LibreSprite, an open source pixel art editor, is trending. Not because it raised a Series A. Not because it integrated GPT. Because it's a good, small tool that does one thing well. And apparently that's noteworthy in 2026.
That says more about the state of software than it does about LibreSprite.
The bloat problem
Open Photoshop. Count the features you've never used. I'll wait. Actually, don't. It'll take all day.
Modern software has an obesity problem. Every tool wants to be a platform. Every app wants to be an ecosystem. Figma started as a design tool and now it's trying to be a project management suite. Notion started as a notes app and now it's a database, a wiki, a project tracker, and probably a toaster.
I get why this happens. Investors want growing TAM. Product teams want engagement metrics. The incentive structure rewards surface area over depth.
But as a user? I just want to edit some pixels.
Why LibreSprite resonates
LibreSprite is a fork of Aseprite, itself a beloved pixel art tool. It's open source, it's lightweight, it's focused. You open it, you draw pixels, you animate sprites. That's it.
No AI assistant offering to "enhance" your art. No cloud sync pushing you toward a subscription. No plugin marketplace trying to become an app store. Just a tool that respects your time and your intent.
I downloaded it last weekend. The entire application is 12MB. Twelve. My Slack desktop app is 400MB. Let that ratio sink in. A full-featured creative tool vs. a chat application. The chat app is 33 times larger.
The Unix philosophy, forgotten
There's an old principle in software: do one thing and do it well.
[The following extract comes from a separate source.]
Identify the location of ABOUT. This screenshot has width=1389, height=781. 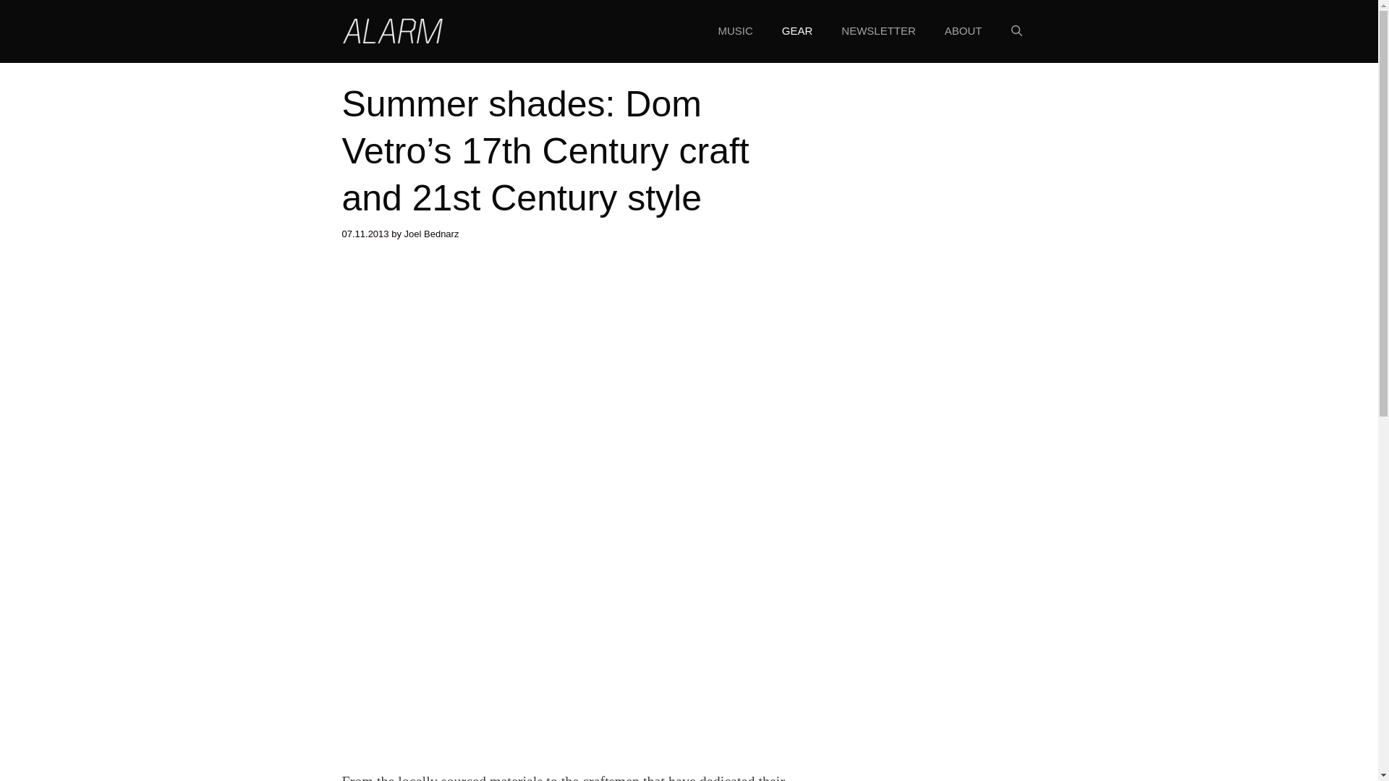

It comes from Unix. Every command-line tool in the Unix tradition has a focused purpose. grep searches text. sort sorts it. wc counts words. You compose them together.
We've completely abandoned this in application software. Every app is a Swiss army knife with 47 blades, and 43 of them are dull.
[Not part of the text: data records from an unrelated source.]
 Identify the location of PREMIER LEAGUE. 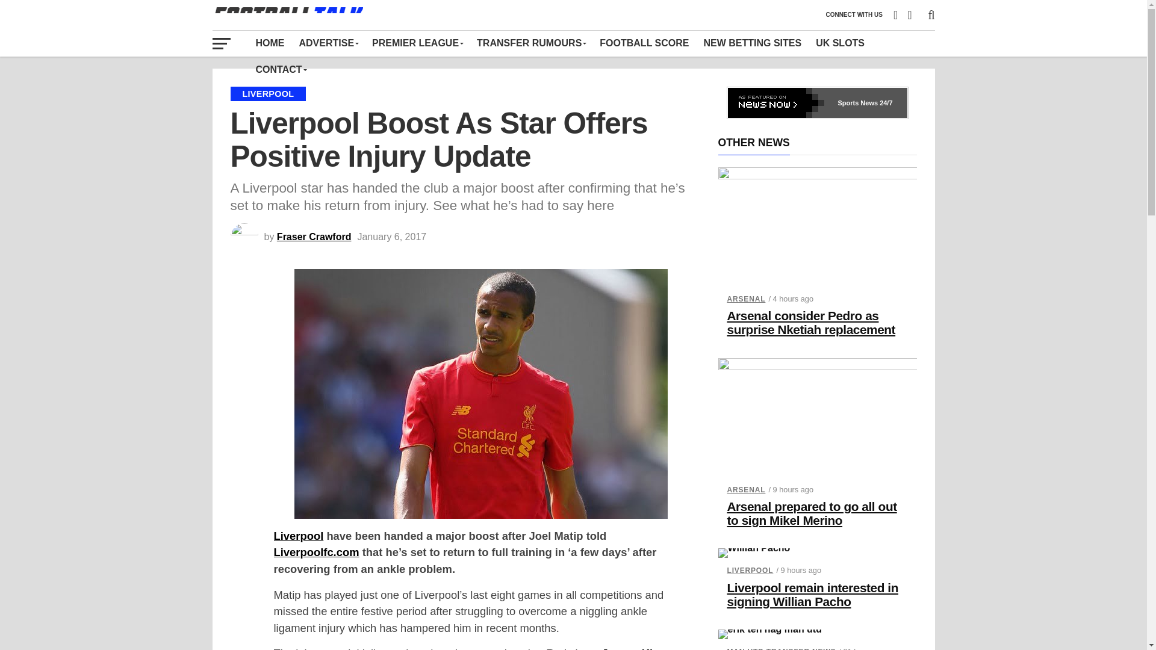
(416, 43).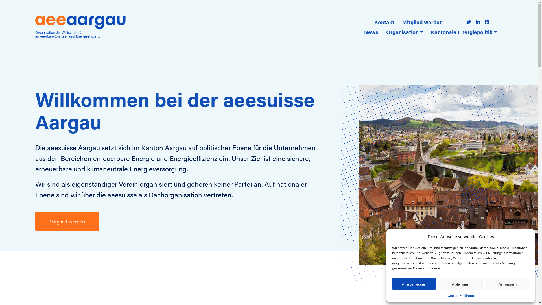 This screenshot has height=305, width=542. Describe the element at coordinates (460, 284) in the screenshot. I see `Ablehnen` at that location.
The best tools I use daily are the ones that stayed small. My terminal emulator. My text editor (Neovim, fight me). A specific CLI tool for JSON processing. These tools haven't changed much in years. They don't need to. They solved their problem and stopped.
Small tools, big impact
Here's something I've noticed about indie and open source tools: they often have better UX for their specific use case than the mega-platforms. Not because their designers are better. Because focus forces good design.
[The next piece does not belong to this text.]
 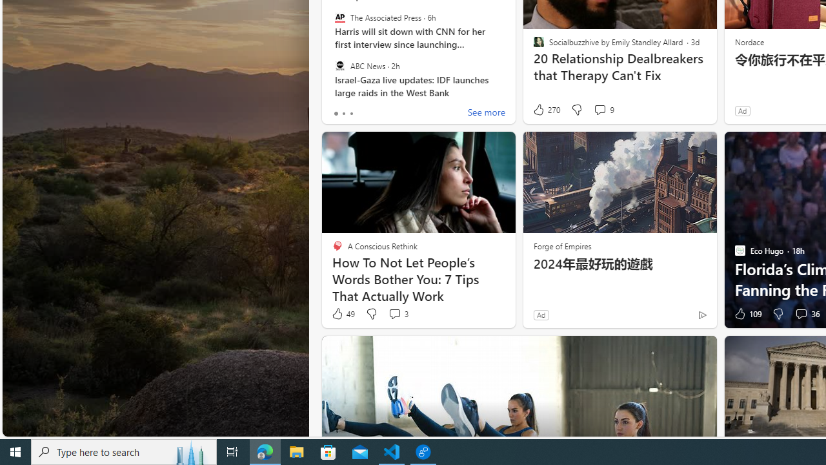 I want to click on The Associated Press, so click(x=339, y=17).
When your tool does one thing, every pixel of the interface serves that thing. When your tool does 50 things, 98% of the interface is noise for any given task.
LibreSprite's animation timeline is better than Photoshop's for pixel art. Not because Adobe can't build good timelines. Because Photoshop's timeline has to serve video editors, motion designers, and animators all at once. LibreSprite only has to serve pixel artists.
What I want to see more of
I want more small tools. More software that solves one problem completely and then stops adding features. More developers who resist the pressure to build a platform when a tool would do.
I want a better calculator app that doesn't try to graph equations. A timer that doesn't try to be a productivity system. A weather app that shows me the weather without six screens of daily tips.
LibreSprite trending is a small signal. But it tells me people are tired of bloated software. They want tools that respect their time. They want applications that fit in 12MB and don't need an account creation flow.
Build small. Build focused. The audience is there. They're just buried under 400MB chat applications, waiting for something better.